(06-20-2013 06:15 PM)johnbragg Wrote: But it got me thinking--why bother with the bowl committees or bowl cities at all? What if two conferences cut a deal, say CUSA and the MAC, to match their last bowl-eligible teams in an on-campus game. Even-numbered years in the CUSA stadium, odd-numbered years in the MAC stadium. The two conferences run the "bowl" jointly.
I wish college football would work like this (and it would result in getting rid of the bowl games and replacing them with something else):
1) 10 regular season games.
2) Conference championship games on Thanksgiving weekend.
3) The Wednesday after Thanksgiving weekend, 16 teams are picked for the playoffs and all other teams are put into groups of three by rank (best 3 remaining teams in the top group, next 3 in the next group, etc). Schools in the same conference or schools that played each other in the current year would not be placed in the same group.
4) In December, each team in the groups of three play each other round robin. Each team gets one home and one road game. These games replace the bowl games.
5) The playoffs are played in January.
I call the games in 4) "ladder games".
Under this system, you end up with teams 1-16 determined by the playoff and the rest of the teams ranked by ladder games.
The ladder games:
1) would help determine conference rankings.
2) would be good, entertaining games to watch because all the games would be between teams that were evenly matched.
3) would give every team a special end of year game for recruiting and fundraising and whatever.
4) would give every team at least 12 games and still give us a playoff without playoff teams playing too many games (15 max).
5) would give conference mates a month of cheering for each other in games against other conferences.
I think the above would be much better than what we have now.
If college football did the above, it would "own" Thanksgiving weekend, the Wednesday after Thanksgiving and January (for the playoffs).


Task brief:
Every record must be written out once more, with nothing added or omitted.
..............................
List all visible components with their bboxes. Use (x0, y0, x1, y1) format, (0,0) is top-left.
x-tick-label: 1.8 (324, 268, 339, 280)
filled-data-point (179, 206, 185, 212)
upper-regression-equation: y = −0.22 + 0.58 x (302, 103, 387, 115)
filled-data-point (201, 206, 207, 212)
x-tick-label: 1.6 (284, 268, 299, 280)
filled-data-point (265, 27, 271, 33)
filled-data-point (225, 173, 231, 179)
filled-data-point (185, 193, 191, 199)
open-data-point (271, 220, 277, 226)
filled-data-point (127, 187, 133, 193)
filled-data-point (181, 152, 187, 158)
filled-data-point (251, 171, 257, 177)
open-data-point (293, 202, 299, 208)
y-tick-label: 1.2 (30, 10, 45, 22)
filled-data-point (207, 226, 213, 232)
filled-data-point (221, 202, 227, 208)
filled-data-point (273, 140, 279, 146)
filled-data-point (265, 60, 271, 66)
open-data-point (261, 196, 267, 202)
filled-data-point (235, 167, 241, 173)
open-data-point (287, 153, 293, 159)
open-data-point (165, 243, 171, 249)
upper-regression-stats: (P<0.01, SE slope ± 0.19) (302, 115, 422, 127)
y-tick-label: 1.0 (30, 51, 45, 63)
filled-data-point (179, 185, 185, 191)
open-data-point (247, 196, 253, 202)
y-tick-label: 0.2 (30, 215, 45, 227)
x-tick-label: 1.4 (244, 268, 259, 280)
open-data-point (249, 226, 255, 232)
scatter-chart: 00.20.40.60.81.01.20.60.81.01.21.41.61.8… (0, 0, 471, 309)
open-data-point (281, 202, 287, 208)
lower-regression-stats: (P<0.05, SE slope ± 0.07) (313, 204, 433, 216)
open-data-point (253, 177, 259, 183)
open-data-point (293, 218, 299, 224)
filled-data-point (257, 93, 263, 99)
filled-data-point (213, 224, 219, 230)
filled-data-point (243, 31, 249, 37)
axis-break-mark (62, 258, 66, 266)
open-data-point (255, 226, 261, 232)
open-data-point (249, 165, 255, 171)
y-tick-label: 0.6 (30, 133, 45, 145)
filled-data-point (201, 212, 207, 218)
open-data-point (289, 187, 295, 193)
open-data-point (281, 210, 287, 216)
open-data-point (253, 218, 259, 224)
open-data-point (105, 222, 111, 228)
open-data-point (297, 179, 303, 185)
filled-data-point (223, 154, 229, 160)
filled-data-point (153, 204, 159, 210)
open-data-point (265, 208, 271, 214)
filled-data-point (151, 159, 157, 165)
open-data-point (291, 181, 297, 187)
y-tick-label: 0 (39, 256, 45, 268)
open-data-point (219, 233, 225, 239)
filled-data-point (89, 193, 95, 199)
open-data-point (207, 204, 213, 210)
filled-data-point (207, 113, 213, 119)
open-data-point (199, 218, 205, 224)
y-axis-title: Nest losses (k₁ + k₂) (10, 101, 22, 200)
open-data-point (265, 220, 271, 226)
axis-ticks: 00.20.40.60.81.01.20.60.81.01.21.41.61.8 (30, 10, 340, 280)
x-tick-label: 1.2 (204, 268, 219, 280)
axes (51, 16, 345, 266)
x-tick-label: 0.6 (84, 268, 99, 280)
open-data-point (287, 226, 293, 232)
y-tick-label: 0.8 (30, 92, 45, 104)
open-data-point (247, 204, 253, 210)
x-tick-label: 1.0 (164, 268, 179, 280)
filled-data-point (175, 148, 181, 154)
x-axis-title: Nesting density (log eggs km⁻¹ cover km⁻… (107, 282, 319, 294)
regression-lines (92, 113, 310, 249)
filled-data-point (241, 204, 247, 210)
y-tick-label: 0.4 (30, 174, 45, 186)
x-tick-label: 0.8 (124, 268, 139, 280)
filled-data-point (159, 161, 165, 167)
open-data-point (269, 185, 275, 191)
..............................
Solution:
List all visible components with their bboxes. Use (x0, y0, x1, y1) format, (0,0) is top-left.
x-tick-label: 1.8 (324, 268, 339, 280)
filled-data-point (179, 206, 185, 212)
upper-regression-equation: y = −0.22 + 0.58 x (302, 103, 387, 115)
filled-data-point (201, 206, 207, 212)
x-tick-label: 1.6 (284, 268, 299, 280)
filled-data-point (265, 27, 271, 33)
filled-data-point (225, 173, 231, 179)
filled-data-point (185, 193, 191, 199)
open-data-point (271, 220, 277, 226)
filled-data-point (127, 187, 133, 193)
filled-data-point (181, 152, 187, 158)
filled-data-point (251, 171, 257, 177)
open-data-point (293, 202, 299, 208)
y-tick-label: 1.2 (30, 10, 45, 22)
filled-data-point (207, 226, 213, 232)
filled-data-point (221, 202, 227, 208)
filled-data-point (273, 140, 279, 146)
filled-data-point (265, 60, 271, 66)
open-data-point (261, 196, 267, 202)
filled-data-point (235, 167, 241, 173)
open-data-point (287, 153, 293, 159)
open-data-point (165, 243, 171, 249)
upper-regression-stats: (P<0.01, SE slope ± 0.19) (302, 115, 422, 127)
y-tick-label: 1.0 (30, 51, 45, 63)
filled-data-point (179, 185, 185, 191)
open-data-point (247, 196, 253, 202)
y-tick-label: 0.2 (30, 215, 45, 227)
x-tick-label: 1.4 (244, 268, 259, 280)
open-data-point (249, 226, 255, 232)
scatter-chart: 00.20.40.60.81.01.20.60.81.01.21.41.61.8… (0, 0, 471, 309)
open-data-point (281, 202, 287, 208)
lower-regression-stats: (P<0.05, SE slope ± 0.07) (313, 204, 433, 216)
open-data-point (253, 177, 259, 183)
open-data-point (293, 218, 299, 224)
filled-data-point (257, 93, 263, 99)
filled-data-point (213, 224, 219, 230)
filled-data-point (243, 31, 249, 37)
axis-break-mark (62, 258, 66, 266)
open-data-point (255, 226, 261, 232)
open-data-point (249, 165, 255, 171)
y-tick-label: 0.6 (30, 133, 45, 145)
filled-data-point (201, 212, 207, 218)
open-data-point (289, 187, 295, 193)
open-data-point (281, 210, 287, 216)
open-data-point (253, 218, 259, 224)
open-data-point (105, 222, 111, 228)
open-data-point (297, 179, 303, 185)
filled-data-point (223, 154, 229, 160)
filled-data-point (153, 204, 159, 210)
open-data-point (265, 208, 271, 214)
filled-data-point (151, 159, 157, 165)
open-data-point (291, 181, 297, 187)
y-tick-label: 0 (39, 256, 45, 268)
open-data-point (219, 233, 225, 239)
filled-data-point (89, 193, 95, 199)
open-data-point (207, 204, 213, 210)
filled-data-point (207, 113, 213, 119)
open-data-point (199, 218, 205, 224)
y-axis-title: Nest losses (k₁ + k₂) (10, 101, 22, 200)
open-data-point (265, 220, 271, 226)
axis-ticks: 00.20.40.60.81.01.20.60.81.01.21.41.61.8 (30, 10, 340, 280)
x-tick-label: 1.2 (204, 268, 219, 280)
axes (51, 16, 345, 266)
x-tick-label: 0.6 (84, 268, 99, 280)
open-data-point (287, 226, 293, 232)
y-tick-label: 0.8 (30, 92, 45, 104)
open-data-point (247, 204, 253, 210)
x-tick-label: 1.0 (164, 268, 179, 280)
filled-data-point (175, 148, 181, 154)
x-axis-title: Nesting density (log eggs km⁻¹ cover km⁻… (107, 282, 319, 294)
regression-lines (92, 113, 310, 249)
filled-data-point (241, 204, 247, 210)
y-tick-label: 0.4 (30, 174, 45, 186)
x-tick-label: 0.8 (124, 268, 139, 280)
filled-data-point (159, 161, 165, 167)
open-data-point (269, 185, 275, 191)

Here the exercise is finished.